Severally on the occasion of everything that thou doest, pause and ask thyself, if death is a dreadful thing because it deprives thee of this. - Marcus Aurelius

Ben Hollerbach

  • Karma: +0/-0
The course would have to be rated as only a 15 hole course.
If it was rated for 18, and you played 18, you would need to post all 18.
The WHS 2024 revision deals with this now, you can play a subset of holes and still lodge the score:
That only applies if a player stops after 15 and does not play the 3 bye holes to finish the round. If they complete 18 they're expected to post 18.
QED - The system forces behaviour and affects design (limiting creativity and fun).
Perhaps we should all play more (Scotch) Foursomes Matchplay or Greensomes, to get back to the innate spirit of the game?

100% agree. I believe the USGA has it wrong when it comes to handicap posting and it should only apply to competitive or qualified rounds. Its too bad that aspect filtered its way in the WHS for everyone.

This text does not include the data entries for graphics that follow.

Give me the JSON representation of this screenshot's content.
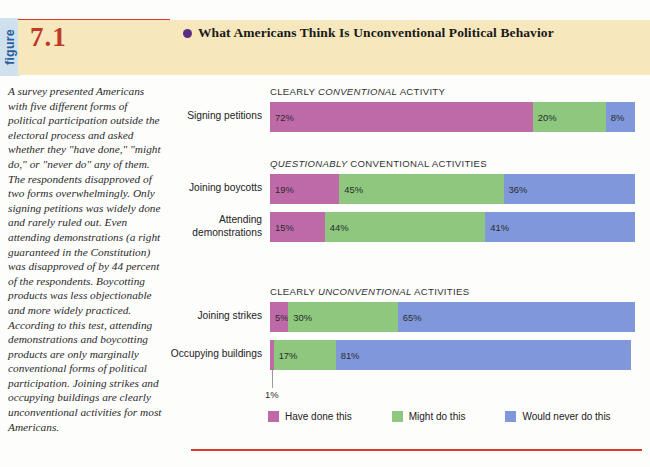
{
  "figure": {
    "tab_label": "figure",
    "number": "7.1",
    "title": "What Americans Think Is Unconventional Political Behavior",
    "caption": "A survey presented Americans with five different forms of political participation outside the electoral process and asked whether they \"have done,\" \"might do,\" or \"never do\" any of them. The respondents disapproved of two forms overwhelmingly. Only signing petitions was widely done and rarely ruled out. Even attending demonstrations (a right guaranteed in the Constitution) was disapproved of by 44 percent of the respondents. Boycotting products was less objectionable and more widely practiced. According to this test, attending demonstrations and boycotting products are only marginally conventional forms of political participation. Joining strikes and occupying buildings are clearly unconventional activities for most Americans."
  },
  "colors": {
    "have_done": "#bf6aa8",
    "might_do": "#8dc87e",
    "would_never": "#8098db",
    "rule_red": "#d93b2b",
    "band_beige": "#f6e7bd",
    "tab_blue": "#cfe0ef",
    "bullet_purple": "#5a2d82",
    "figure_number_red": "#c0392b"
  },
  "chart_data": {
    "type": "bar",
    "title": "What Americans Think Is Unconventional Political Behavior",
    "xlabel": "",
    "ylabel": "",
    "xlim": [
      0,
      100
    ],
    "grid": false,
    "stacked": true,
    "orientation": "horizontal",
    "legend_position": "bottom",
    "categories": [
      "Signing petitions",
      "Joining boycotts",
      "Attending demonstrations",
      "Joining strikes",
      "Occupying buildings"
    ],
    "series": [
      {
        "name": "Have done this",
        "color": "#bf6aa8",
        "values": [
          72,
          19,
          15,
          5,
          1
        ]
      },
      {
        "name": "Might do this",
        "color": "#8dc87e",
        "values": [
          20,
          45,
          44,
          30,
          17
        ]
      },
      {
        "name": "Would never do this",
        "color": "#8098db",
        "values": [
          8,
          36,
          41,
          65,
          81
        ]
      }
    ],
    "groups": [
      {
        "heading_plain_1": "CLEARLY ",
        "heading_italic": "CONVENTIONAL",
        "heading_plain_2": " ACTIVITY",
        "rows": [
          {
            "label": "Signing petitions",
            "label_line2": "",
            "segments": [
              {
                "series": "Have done this",
                "value": 72,
                "label": "72%",
                "show_label": true
              },
              {
                "series": "Might do this",
                "value": 20,
                "label": "20%",
                "show_label": true
              },
              {
                "series": "Would never do this",
                "value": 8,
                "label": "8%",
                "show_label": true
              }
            ]
          }
        ]
      },
      {
        "heading_plain_1": "",
        "heading_italic": "QUESTIONABLY",
        "heading_plain_2": " CONVENTIONAL ACTIVITIES",
        "rows": [
          {
            "label": "Joining boycotts",
            "label_line2": "",
            "segments": [
              {
                "series": "Have done this",
                "value": 19,
                "label": "19%",
                "show_label": true
              },
              {
                "series": "Might do this",
                "value": 45,
                "label": "45%",
                "show_label": true
              },
              {
                "series": "Would never do this",
                "value": 36,
                "label": "36%",
                "show_label": true
              }
            ]
          },
          {
            "label": "Attending",
            "label_line2": "demonstrations",
            "segments": [
              {
                "series": "Have done this",
                "value": 15,
                "label": "15%",
                "show_label": true
              },
              {
                "series": "Might do this",
                "value": 44,
                "label": "44%",
                "show_label": true
              },
              {
                "series": "Would never do this",
                "value": 41,
                "label": "41%",
                "show_label": true
              }
            ]
          }
        ]
      },
      {
        "heading_plain_1": "CLEARLY ",
        "heading_italic": "UNCONVENTIONAL",
        "heading_plain_2": " ACTIVITIES",
        "rows": [
          {
            "label": "Joining strikes",
            "label_line2": "",
            "segments": [
              {
                "series": "Have done this",
                "value": 5,
                "label": "5%",
                "show_label": true
              },
              {
                "series": "Might do this",
                "value": 30,
                "label": "30%",
                "show_label": true
              },
              {
                "series": "Would never do this",
                "value": 65,
                "label": "65%",
                "show_label": true
              }
            ]
          },
          {
            "label": "Occupying buildings",
            "label_line2": "",
            "segments": [
              {
                "series": "Have done this",
                "value": 1,
                "label": "1%",
                "show_label": false
              },
              {
                "series": "Might do this",
                "value": 17,
                "label": "17%",
                "show_label": true
              },
              {
                "series": "Would never do this",
                "value": 81,
                "label": "81%",
                "show_label": true
              }
            ]
          }
        ]
      }
    ],
    "callout": {
      "label": "1%",
      "refers_to": "Occupying buildings / Have done this"
    },
    "legend": [
      {
        "label": "Have done this",
        "color": "#bf6aa8"
      },
      {
        "label": "Might do this",
        "color": "#8dc87e"
      },
      {
        "label": "Would never do this",
        "color": "#8098db"
      }
    ]
  }
}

The expectation of posting every round for one's handicap limits people choosing to play "non-scorable" rounds. Every round does not need to be a performance of one's ability.

Craig Sweet

  • Karma: +0/-0
Just a hunch, but early designers created golf courses to have fun and there was no handicap system.  I don't understand why it should be any different today.  Most golfers don't carry a handicap with the exception of club members that are pressured to have a handicap for club events.


And, it seems to me, that newbies to the sport care less about handicaps and scores and more about a fun day with their buddies.